Abstract: Did State TANF Policies Affect Child Abuse and Neglect during the Great Recession? Implications for Primary Prevention (Society for Social Work and Research 23rd Annual Conference - Ending Gender Based, Family and Community Violence)

Did State TANF Policies Affect Child Abuse and Neglect during the Great Recession? Implications for Primary Prevention

Schedule:
Saturday, January 19, 2019: 9:45 AM
Union Square 18 Tower 3, 4th Floor (Hilton San Francisco)
* noted as presenting author
Michelle Johnson-Motoyama, Ph.D., Associate Professor, Ohio State University, Columbus, OH
Donna Ginther, Ph.D., Professor and Director, Center for Science Technology & Economic Policy, University of Kansas, Lawrence, KS
Background and Purpose. Child maltreatment is a costly public health problem that contributes to morbidity and mortality in childhood with consequences that persist into adulthood. Correlations between low income and child maltreatment have been observed consistently over the past four decades. Therefore, the relatively stable rate of child maltreatment observed over the course of the Great Recession has been noted as a surprise to observers given the strong association between economic determinants and child maltreatment. Yet data from the National Child Abuse and Neglect Data System (NCANDS) indicates that several states experienced considerable increases in child maltreatment rates during this time period while others experienced declines. We hypothesize that increases in child maltreatment in some states may be partly explained by changes that states made in their economic and social safety net policies during this period. In this study, we examine whether changes in Temporary Assistance to Needy Families (TANF) impacted child maltreatment rates from 2004-2014.

Methods. Data and Sample. We examine the effects of TANF policy changes on child maltreatment reports, victims and foster care entries using state/year panel data from NCANDS and the Adoption and Foster Care Reporting System (AFCARS) from 2004-2014. Changes in TANF work sanctions and time limits were drawn from the Urban Institute’s Welfare Rules Database; changes in TANF denial rates were collected from the federal Office of Family Assistance. We adjust for a large number of state level covariates using data from the University of Kentucky Center for Poverty Research, the Current Population Survey, and the March Current Population Survey Annual Social and Economic Supplement (CPS-ASEC). We account for the nation’s opioid epidemic by adjusting for crude death rates due to substance overdose at the state level.

Analytic Approach. To estimate the causal effects of TANF policy changes on child maltreatment outcomes, we use difference-in-difference models, an approach that embeds policy changes as quasi-experiments in a regression model. We use state fixed effects to account for state mandated reporting laws, which did not change over the study period. All analyses were performed in STATA 15.

Results. States that implemented a TANF sanction of loss of all benefits for not working (or not seeking work) experienced increases in child maltreatment victims and foster care entries by 13 percent. States that implemented reductions in TANF time limits to less than five years experienced increases in victims of 29.6 percent and in victims of child neglect, specifically, by 33.5 percent. States with TANF denial rates that increased by more than 20 percent in a two-year period experienced increases in child maltreatment victims by 19 percent and foster care entries by 16 percent.

Conclusions and Implications. Building on past seminal research using causal methods, our findings demonstrate the potential of social safety net policies in the primary prevention of child maltreatment. Results underscore the human and social consequences of federal block grant policies that give states wide discretion in determining the extent of the social safety net.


What you will do.
Reproduce every line of the data, exactly and without its pictures.

** Opening Available data block **

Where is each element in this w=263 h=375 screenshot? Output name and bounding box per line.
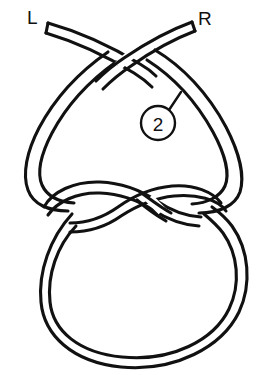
twist-left-lower-edge [48,193,199,226]
left-end-cap [46,23,48,33]
bottom-loop-inner-edge [49,214,236,358]
callout-2: 2 [141,92,181,140]
callout-leader-line [169,92,181,110]
right-end-cap [192,22,195,31]
callout-number: 2 [153,114,164,135]
right-end-upper-edge [96,22,192,81]
knot-diagram-figure: 2 L R [0,0,263,375]
right-end-label: R [198,9,212,28]
central-twist-rope [44,182,226,232]
left-end-label: L [27,8,38,27]
knot-illustration: 2 [0,0,263,375]
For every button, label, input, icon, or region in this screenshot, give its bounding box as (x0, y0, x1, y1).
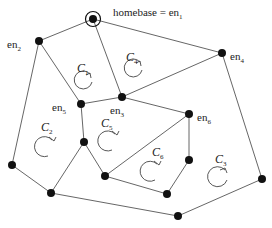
edge-c2c5-bl (51, 142, 84, 193)
edge-en5-en3 (81, 97, 122, 104)
label-c3: C3 (215, 152, 227, 168)
node-c6b (163, 190, 171, 198)
node-en4 (218, 49, 226, 57)
graph-diagram: homebase = en1 en2 en4 en3 en5 en6 C1 C4… (0, 0, 272, 228)
node-en6 (185, 110, 193, 118)
cycle-c6-arrow-icon (140, 161, 157, 181)
cycle-c2-arrow-icon (35, 137, 52, 157)
edge-en5-c2c5 (81, 104, 84, 142)
edge-en3-en6 (122, 97, 189, 114)
node-en2 (35, 37, 43, 45)
label-c2: C2 (41, 120, 53, 136)
edge-mid-c6b (105, 176, 167, 194)
edge-e6b-c6b (167, 160, 189, 194)
cycle-c2-arrowhead-icon (49, 137, 56, 141)
edge-bot-right (178, 179, 262, 216)
cycle-c5-arrow-icon (98, 131, 115, 151)
node-en1 (89, 15, 97, 23)
label-en6: en6 (197, 111, 211, 126)
homebase-label: homebase = en1 (113, 6, 183, 21)
node-left (8, 161, 16, 169)
node-en3 (118, 93, 126, 101)
edge-en1-en4 (93, 19, 222, 53)
labels: homebase = en1 en2 en4 en3 en5 en6 C1 C4… (7, 6, 244, 168)
label-c1: C1 (77, 61, 89, 77)
cycle-c3-arrow-icon (208, 167, 227, 187)
label-c6: C6 (152, 145, 164, 161)
label-en2: en2 (7, 38, 21, 53)
edge-en2-en5 (39, 41, 81, 104)
cycle-c5-arrowhead-icon (112, 131, 119, 135)
edge-en1-en2 (39, 19, 93, 41)
edge-left-bl (12, 165, 51, 193)
cycle-c3-arrowhead-icon (220, 168, 227, 173)
edge-en4-right (222, 53, 262, 179)
node-bot (174, 212, 182, 220)
label-en3: en3 (110, 104, 124, 119)
label-c5: C5 (101, 116, 113, 132)
label-c4: C4 (126, 50, 138, 66)
node-e6b (185, 156, 193, 164)
label-en4: en4 (230, 50, 244, 65)
edge-mid-en6 (105, 114, 189, 176)
edge-bl-bot (51, 193, 178, 216)
node-bl (47, 189, 55, 197)
edges (12, 19, 262, 216)
edge-en2-left (12, 41, 39, 165)
edge-en1-en3 (93, 19, 122, 97)
nodes (8, 12, 266, 221)
label-en5: en5 (52, 101, 66, 116)
node-c2c5 (80, 138, 88, 146)
node-right (258, 175, 266, 183)
node-en5 (77, 100, 85, 108)
edge-c2c5-mid (84, 142, 105, 176)
node-mid (101, 172, 109, 180)
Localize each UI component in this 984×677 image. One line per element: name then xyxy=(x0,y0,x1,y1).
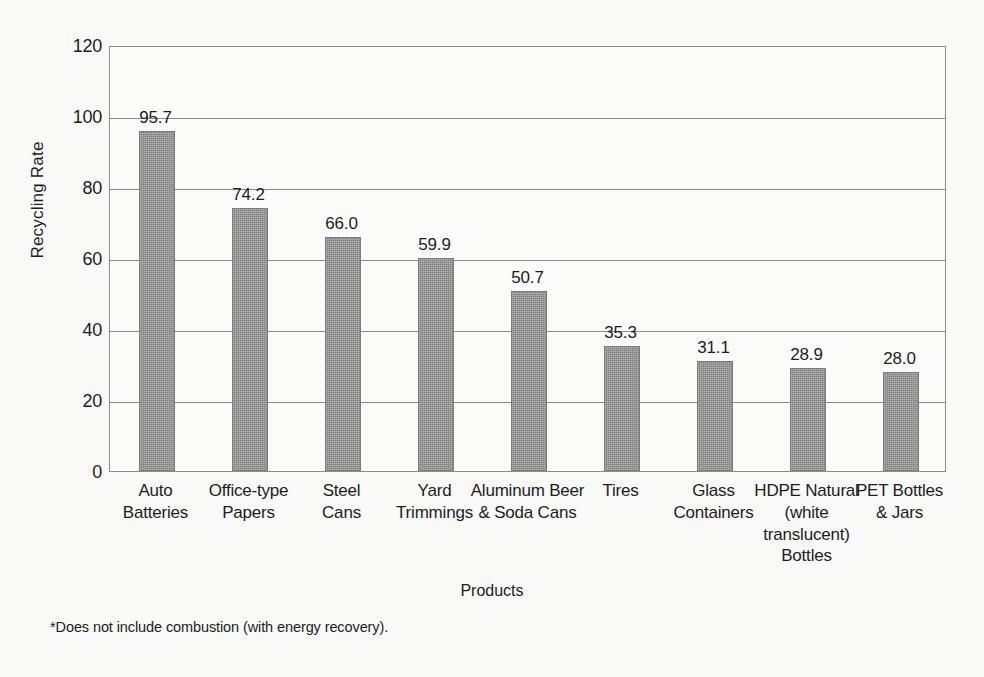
plot-area xyxy=(109,46,946,472)
y-axis-tick-label: 40 xyxy=(42,320,102,341)
bar xyxy=(883,372,919,471)
x-axis-tick-labels: AutoBatteriesOffice-typePapersSteelCansY… xyxy=(109,480,946,575)
bar xyxy=(232,208,268,471)
bar xyxy=(139,131,175,471)
bar xyxy=(604,346,640,471)
chart-figure: 020406080100120 Recycling Rate 95.774.26… xyxy=(0,0,984,677)
bar-value-label: 35.3 xyxy=(576,323,666,343)
bar xyxy=(325,237,361,471)
y-axis-tick-label: 120 xyxy=(42,36,102,57)
x-axis-tick-label-line: translucent) xyxy=(747,524,867,546)
y-axis-tick-label: 0 xyxy=(42,462,102,483)
bar xyxy=(418,258,454,471)
bar xyxy=(697,361,733,471)
bar-value-label: 28.9 xyxy=(762,345,852,365)
x-axis-title: Products xyxy=(0,582,984,600)
x-axis-tick-label-line: Bottles xyxy=(747,545,867,567)
bar-value-label: 95.7 xyxy=(111,108,201,128)
bar-value-label: 74.2 xyxy=(204,185,294,205)
y-axis-tick-label: 20 xyxy=(42,391,102,412)
y-axis-tick-label: 80 xyxy=(42,178,102,199)
chart-footnote: *Does not include combustion (with energ… xyxy=(50,619,388,635)
bar-value-label: 66.0 xyxy=(297,214,387,234)
x-axis-tick-label-line: & Soda Cans xyxy=(468,502,588,524)
y-axis-tick-label: 100 xyxy=(42,107,102,128)
bar-value-label: 59.9 xyxy=(390,235,480,255)
bar-value-label: 28.0 xyxy=(855,349,945,369)
x-axis-tick-label-line: PET Bottles xyxy=(840,480,960,502)
x-axis-tick-label-line: & Jars xyxy=(840,502,960,524)
bar xyxy=(790,368,826,471)
y-axis-title: Recycling Rate xyxy=(28,125,48,275)
bar-value-label: 31.1 xyxy=(669,338,759,358)
bar xyxy=(511,291,547,471)
x-axis-tick-label: PET Bottles& Jars xyxy=(840,480,960,524)
y-axis-tick-label: 60 xyxy=(42,249,102,270)
bar-series xyxy=(110,47,945,471)
bar-value-label: 50.7 xyxy=(483,268,573,288)
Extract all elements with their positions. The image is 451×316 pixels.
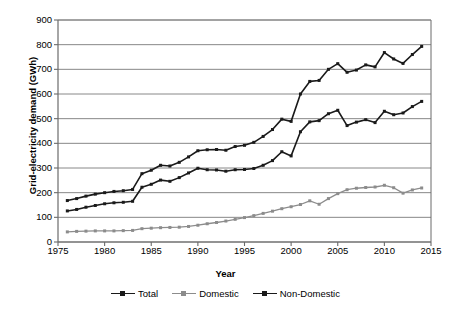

** Closing Available data block **

Response to this task.
Where is each element in this w=263 h=375 screenshot? Output name and bounding box per line.
twist-left-lower-edge [48,193,199,226]
left-end-cap [46,23,48,33]
bottom-loop-inner-edge [49,214,236,358]
callout-2: 2 [141,92,181,140]
callout-leader-line [169,92,181,110]
right-end-cap [192,22,195,31]
callout-number: 2 [153,114,164,135]
right-end-upper-edge [96,22,192,81]
knot-diagram-figure: 2 L R [0,0,263,375]
right-end-label: R [198,9,212,28]
central-twist-rope [44,182,226,232]
left-end-label: L [27,8,38,27]
knot-illustration: 2 [0,0,263,375]
For every button, label, input, icon, or region in this screenshot, give its bounding box as (x0, y0, x1, y1).
edge-c2c5-bl (51, 142, 84, 193)
edge-en5-en3 (81, 97, 122, 104)
label-c3: C3 (215, 152, 227, 168)
node-c6b (163, 190, 171, 198)
node-en4 (218, 49, 226, 57)
graph-diagram: homebase = en1 en2 en4 en3 en5 en6 C1 C4… (0, 0, 272, 228)
node-en6 (185, 110, 193, 118)
cycle-c6-arrow-icon (140, 161, 157, 181)
cycle-c2-arrow-icon (35, 137, 52, 157)
edge-en5-c2c5 (81, 104, 84, 142)
edge-en3-en6 (122, 97, 189, 114)
node-en2 (35, 37, 43, 45)
label-c2: C2 (41, 120, 53, 136)
edge-mid-c6b (105, 176, 167, 194)
edge-e6b-c6b (167, 160, 189, 194)
cycle-c2-arrowhead-icon (49, 137, 56, 141)
edge-bot-right (178, 179, 262, 216)
cycle-c5-arrow-icon (98, 131, 115, 151)
node-en1 (89, 15, 97, 23)
label-en6: en6 (197, 111, 211, 126)
homebase-label: homebase = en1 (113, 6, 183, 21)
node-left (8, 161, 16, 169)
node-en3 (118, 93, 126, 101)
edge-en1-en4 (93, 19, 222, 53)
labels: homebase = en1 en2 en4 en3 en5 en6 C1 C4… (7, 6, 244, 168)
label-c1: C1 (77, 61, 89, 77)
cycle-c3-arrow-icon (208, 167, 227, 187)
label-c6: C6 (152, 145, 164, 161)
label-en2: en2 (7, 38, 21, 53)
edge-en2-en5 (39, 41, 81, 104)
cycle-c5-arrowhead-icon (112, 131, 119, 135)
edge-en1-en2 (39, 19, 93, 41)
edge-left-bl (12, 165, 51, 193)
cycle-c3-arrowhead-icon (220, 168, 227, 173)
edge-en4-right (222, 53, 262, 179)
node-bot (174, 212, 182, 220)
label-en3: en3 (110, 104, 124, 119)
label-c5: C5 (101, 116, 113, 132)
label-c4: C4 (126, 50, 138, 66)
node-e6b (185, 156, 193, 164)
label-en4: en4 (230, 50, 244, 65)
edge-mid-en6 (105, 114, 189, 176)
edge-bl-bot (51, 193, 178, 216)
node-bl (47, 189, 55, 197)
edges (12, 19, 262, 216)
edge-en2-left (12, 41, 39, 165)
edge-en1-en3 (93, 19, 122, 97)
nodes (8, 12, 266, 221)
label-en5: en5 (52, 101, 66, 116)
node-c2c5 (80, 138, 88, 146)
node-right (258, 175, 266, 183)
node-en5 (77, 100, 85, 108)
edge-c2c5-mid (84, 142, 105, 176)
node-mid (101, 172, 109, 180)
Localize each UI component in this 984×677 image. One line per element: name then xyxy=(x0,y0,x1,y1).
plot-area xyxy=(109,46,946,472)
y-axis-tick-label: 40 xyxy=(42,320,102,341)
bar xyxy=(883,372,919,471)
x-axis-tick-labels: AutoBatteriesOffice-typePapersSteelCansY… xyxy=(109,480,946,575)
bar xyxy=(232,208,268,471)
bar xyxy=(139,131,175,471)
bar xyxy=(604,346,640,471)
chart-figure: 020406080100120 Recycling Rate 95.774.26… xyxy=(0,0,984,677)
bar-value-label: 35.3 xyxy=(576,323,666,343)
bar xyxy=(325,237,361,471)
y-axis-tick-label: 120 xyxy=(42,36,102,57)
x-axis-tick-label-line: translucent) xyxy=(747,524,867,546)
y-axis-tick-label: 0 xyxy=(42,462,102,483)
bar xyxy=(418,258,454,471)
bar xyxy=(697,361,733,471)
bar-value-label: 28.9 xyxy=(762,345,852,365)
x-axis-title: Products xyxy=(0,582,984,600)
x-axis-tick-label-line: Bottles xyxy=(747,545,867,567)
bar-value-label: 95.7 xyxy=(111,108,201,128)
bar-value-label: 74.2 xyxy=(204,185,294,205)
y-axis-tick-label: 20 xyxy=(42,391,102,412)
y-axis-tick-label: 80 xyxy=(42,178,102,199)
chart-footnote: *Does not include combustion (with energ… xyxy=(50,619,388,635)
bar-value-label: 66.0 xyxy=(297,214,387,234)
x-axis-tick-label-line: & Soda Cans xyxy=(468,502,588,524)
y-axis-tick-label: 100 xyxy=(42,107,102,128)
bar-value-label: 59.9 xyxy=(390,235,480,255)
bar-value-label: 28.0 xyxy=(855,349,945,369)
x-axis-tick-label-line: PET Bottles xyxy=(840,480,960,502)
x-axis-tick-label-line: & Jars xyxy=(840,502,960,524)
bar xyxy=(790,368,826,471)
y-axis-title: Recycling Rate xyxy=(28,125,48,275)
bar-value-label: 31.1 xyxy=(669,338,759,358)
bar xyxy=(511,291,547,471)
x-axis-tick-label: PET Bottles& Jars xyxy=(840,480,960,524)
y-axis-tick-label: 60 xyxy=(42,249,102,270)
bar-series xyxy=(110,47,945,471)
bar-value-label: 50.7 xyxy=(483,268,573,288)
Extract all elements with their positions. The image is 451×316 pixels.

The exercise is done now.